The early weeks of baseball season have been making me think about why men love sports so much — and why men love to play sports so much, even when they get too old to compete with the young guys. I wrote about it for this week’s Sense and the City, in print in today’s Ticket. Here’s a taste:
My older brothers were athletes and though I was the youngest, and a girl to boot — they still taught me what they considered to be the essentials of life: how to tuck a football in the crook of my arm and run like hell, how to throw a lateral, how to fake left, how to shoot hoop and aim for that sweet spot on the backboard, how to go in for a lay-up.
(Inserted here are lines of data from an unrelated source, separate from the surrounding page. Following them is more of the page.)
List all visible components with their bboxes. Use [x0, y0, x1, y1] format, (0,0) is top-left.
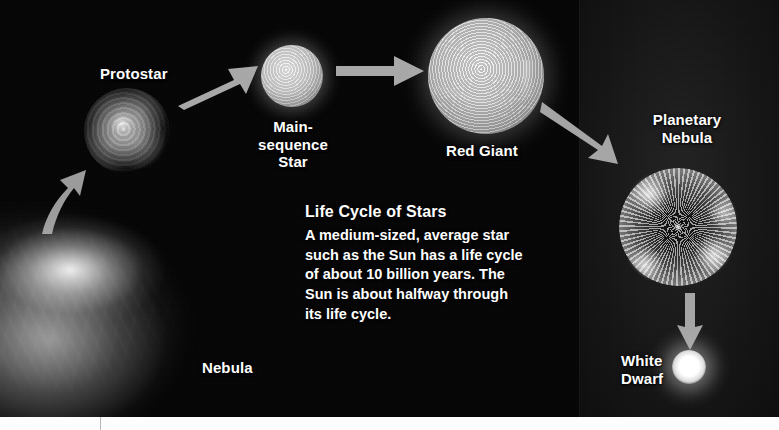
arrow-protostar-to-mainsequence-icon	[176, 60, 262, 112]
arrow-redgiant-to-planetarynebula-icon	[540, 98, 630, 170]
arrow-planetarynebula-to-whitedwarf-icon	[676, 293, 704, 351]
label-planetary-nebula: Planetary Nebula	[639, 111, 735, 146]
panel-divider	[578, 0, 580, 417]
arrow-mainsequence-to-redgiant-icon	[334, 54, 426, 88]
life-cycle-of-stars-figure: Protostar Main-sequence Star Red Giant P…	[0, 0, 779, 430]
caption-block: Life Cycle of Stars A medium-sized, aver…	[305, 203, 530, 325]
caption-body: A medium-sized, average star such as the…	[305, 226, 530, 325]
label-nebula: Nebula	[202, 359, 253, 377]
label-red-giant: Red Giant	[446, 142, 518, 160]
planetary-nebula-rim-icon	[619, 168, 737, 286]
label-main-sequence-star: Main-sequence Star	[244, 118, 342, 171]
caption-heading: Life Cycle of Stars	[305, 203, 530, 221]
arrow-nebula-to-protostar-icon	[28, 160, 108, 240]
label-white-dwarf: White Dwarf	[621, 352, 663, 387]
white-dwarf-icon	[672, 350, 706, 384]
footer-rule	[100, 417, 101, 430]
label-protostar: Protostar	[100, 65, 168, 83]
main-sequence-star-texture-icon	[261, 45, 323, 107]
footer-strip	[0, 417, 779, 430]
Later when I started dating, I always seemed to end up with guys who had a seemingly bottomless wealth of knowledge and superior recall of stats and names and years and coaches and where their favorite players went to college. (Though I’ve wondered, with a couple of boyfriends, how the heck they could remember the number of some obscure player’s high school jersey, and yet still manage to forget my birthday.)
Men always seem so unusually happy when they’re watching sports on television or when they’re getting their clubs out to go hit a few, or when they’ve just come back from an afternoon of Ultimate Frisbee. When I hear a man whoo-hooting with excitement over a touchdown, or see the ultra-relaxed smile of a man who’s just run six miles, I feel like I’m getting a rare glimpse into his interior emotional world.
Most of all, I love men’s never-say-die attitude about their bodies. I admire the way they keep showing up at the court for a game of pick-up with guys half their age, keep tying the shoelaces on their running shoes even when their knees are close to giving out, keep digging the football out of the closet on Thanksgiving Day to throw glory day passes to their young nephews in the backyard.
Read the rest over at the Ticket website.